I’ve been playing with Jellyfin a bit this weekend. It’s still ultimately pretty rough, but here’s something interesting. While it still unfortunately transcodes the video stream to my Shield when playing files containing complex .ASS subs (despite happily direct playing them to my Android phone, funnily enough), it manages to transcode the video - including the problematic file I used as my example in the OP - without anything like the drastic loss of image quality that Plex produces even at its highest quality transcoder settings as shown in my original screenshots.
With default server settings there is some minor image quality loss (again, nothing like what Plex produces at its highest quality settings):
At higher settings, any quality loss is not easily discernible (at least to my eye):
So we also now know at this point that it is possible to transcode even a low bitrate video like this for subtitle burn-in and streaming without becoming an artifact ridden mess.
The fact that the dashboard is capable of giving a human readable reason for why it is having transcode the video is a nice touch as well (hint hint).

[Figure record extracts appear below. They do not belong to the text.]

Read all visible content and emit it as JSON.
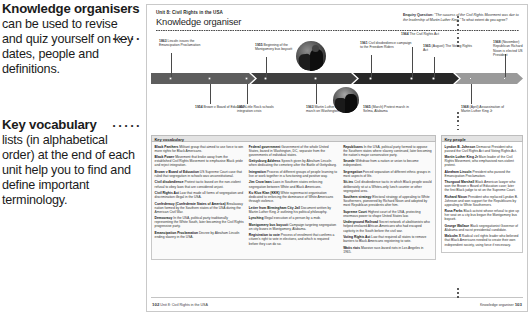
{
  "annotations": [
    {
      "id": "knowledge-organisers",
      "title": "Knowledge organisers",
      "body": "can be used to revise and quiz yourself on key dates, people and definitions."
    },
    {
      "id": "key-vocabulary",
      "title": "Key vocabulary",
      "body": "lists (in alphabetical order) at the end of each unit help you to find and define important terminology."
    }
  ],
  "page": {
    "unit_label": "Unit 8: Civil Rights in the USA",
    "title": "Knowledge organiser",
    "enquiry": {
      "label": "Enquiry Question:",
      "quote": "\"The success of the Civil Rights Movement was due to the leadership of Martin Luther King.\"",
      "prompt": "To what extent do you agree?"
    },
    "footer": {
      "left_page": "102",
      "left_text": "Unit 8: Civil Rights in the USA",
      "right_text": "Knowledge organiser",
      "right_page": "103"
    }
  },
  "timeline": {
    "above": [
      {
        "year": "1863",
        "text": "Lincoln issues the Emancipation Proclamation"
      },
      {
        "year": "1955",
        "text": "Beginning of the Montgomery bus boycott"
      },
      {
        "year": "1961",
        "text": "Civil disobedience campaign to the Freedom Riders"
      },
      {
        "year": "1964",
        "text": "The Civil Rights Act"
      },
      {
        "year": "1965",
        "text": "(August) The Voting Rights Act"
      },
      {
        "year": "1968",
        "text": "(November) Republican Richard Nixon is elected US President"
      }
    ],
    "below": [
      {
        "year": "1954",
        "text": "Brown v Board of Education"
      },
      {
        "year": "1957",
        "text": "Little Rock schools integration crisis"
      },
      {
        "year": "1963",
        "text": "Martin Luther King Jr's march on Washington"
      },
      {
        "year": "1965",
        "text": "(March) Protest march in Selma, Alabama"
      },
      {
        "year": "1968",
        "text": "(April) Assassination of Martin Luther King Jr"
      }
    ]
  },
  "vocabulary": {
    "heading": "Key vocabulary",
    "columns": [
      [
        {
          "term": "Black Panthers",
          "def": "Militant group that aimed to use force to win more rights for Black Americans."
        },
        {
          "term": "Black Power",
          "def": "Movement that broke away from the established Civil Rights Movement to emphasise Black pride and reject integration."
        },
        {
          "term": "Brown v Board of Education",
          "def": "US Supreme Court case that ruled that segregation in schools was unconstitutional."
        },
        {
          "term": "Civil disobedience",
          "def": "Protest tactic based on the non-violent refusal to obey laws that are considered unjust."
        },
        {
          "term": "Civil Rights Act",
          "def": "Law that made all forms of segregation and discrimination illegal in the USA."
        },
        {
          "term": "Confederacy (Confederate States of America)",
          "def": "Breakaway nation formed by the Southern states of the USA during the American Civil War."
        },
        {
          "term": "Democracy",
          "def": "In the USA, political party traditionally representing the White South, later becoming the Civil Rights progressive party."
        },
        {
          "term": "Emancipation Proclamation",
          "def": "Decree by Abraham Lincoln ending slavery in the USA."
        }
      ],
      [
        {
          "term": "Federal government",
          "def": "Government of the whole United States, based in Washington, DC, separate from the governments of individual states."
        },
        {
          "term": "Gettysburg Address",
          "def": "Speech given by Abraham Lincoln when dedicating the cemetery after the Battle of Gettysburg."
        },
        {
          "term": "Integration",
          "def": "Process of different groups of people learning to live or work together in a functioning and positive way."
        },
        {
          "term": "Jim Crow laws",
          "def": "Laws in Southern states enforcing segregation between White and Black Americans."
        },
        {
          "term": "Ku Klux Klan (KKK)",
          "def": "White supremacist organisation dedicated to enforcing the dominance of White Americans through violence."
        },
        {
          "term": "Letter from Birmingham City Jail",
          "def": "Document written by Martin Luther King Jr outlining his political philosophy."
        },
        {
          "term": "Lynching",
          "def": "Illegal execution of a person by a mob."
        },
        {
          "term": "Montgomery bus boycott",
          "def": "Campaign targeting segregation on city buses in Montgomery, Alabama."
        },
        {
          "term": "Registration to vote",
          "def": "Process of enrolment that confirms a citizen's right to vote in elections, and which is required before they can do so."
        }
      ],
      [
        {
          "term": "Republicans",
          "def": "In the USA, political party formed to oppose the Southern states where slavery continued, later becoming the nation's major conservative party."
        },
        {
          "term": "Secede",
          "def": "Withdraw from a nation or union to become independent."
        },
        {
          "term": "Segregation",
          "def": "Forced separation of different ethnic groups in most aspects of life."
        },
        {
          "term": "Sit-ins",
          "def": "Civil disobedience tactic in which Black people would deliberately sit at a Whites-only lunch counter or other segregated area."
        },
        {
          "term": "Southern strategy",
          "def": "Electoral strategy of appealing to White Southerners, pioneered by Richard Nixon and adopted by most Republican presidents after him."
        },
        {
          "term": "Supreme Court",
          "def": "Highest court of the USA, protecting enormous power to shape United States law."
        },
        {
          "term": "Underground Railroad",
          "def": "Secret network of abolitionists who helped enslaved African-Americans who had escaped captivity in the South before the civil war."
        },
        {
          "term": "Voting Rights Act",
          "def": "Law that required all states to remove barriers to Black Americans registering to vote."
        },
        {
          "term": "Watts riots",
          "def": "Massive race-based riots in Los Angeles in 1965."
        }
      ]
    ]
  },
  "people": {
    "heading": "Key people",
    "items": [
      {
        "name": "Lyndon B. Johnson",
        "def": "Democrat President who passed the Civil Rights Act and Voting Rights Act."
      },
      {
        "name": "Martin Luther King Jr",
        "def": "Main leader of the Civil Rights Movement, who emphasised non-violent protest."
      },
      {
        "name": "Abraham Lincoln",
        "def": "President who passed the Emancipation Proclamation."
      },
      {
        "name": "Thurgood Marshall",
        "def": "Black American lawyer who won the Brown v Board of Education case; later the first Black judge to sit on the Supreme Court."
      },
      {
        "name": "Richard Nixon",
        "def": "President who replaced Lyndon B. Johnson and won support for the Republicans by appealing to White Southerners."
      },
      {
        "name": "Rosa Parks",
        "def": "Black activist whose refusal to give up her seat on a city bus began the Montgomery bus boycott."
      },
      {
        "name": "George Wallace",
        "def": "Black segregationist Governor of Alabama and racist presidential candidate."
      },
      {
        "name": "Malcolm X",
        "def": "Radical civil rights leader who believed that Black Americans needed to create their own independent society, using force if necessary."
      }
    ]
  },
  "colors": {
    "band_1": "#5d5d5d",
    "band_2": "#3f3f3f",
    "band_3": "#272727",
    "band_4": "#9a9a9a",
    "panel_header": "#e3e3e3"
  }
}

Obviously being a small FLOSS project with developers contributing in their spare time, Jellyfin lacks a lot of the nice peripheral features that Plex has. Nevertheless, it is mind boggling that it handles basic playback so much more gracefully like this.
Plex is a commercial product and many of us who are stuck with this problem are paying customers. Shiny new features like the ace new intro skip are great to see, but many of us can never use them since we’re stuck using barely maintained or unsupported clients as a result of this issue. Whether you tackle it from the client end (is the upstream change to Exoplayer’s handling of these subs as linked earlier in the thread implemented in the Plex client yet?) or from the server end by doing something about the transcoder needlessly butchering the stream - it is really past time to do something about this.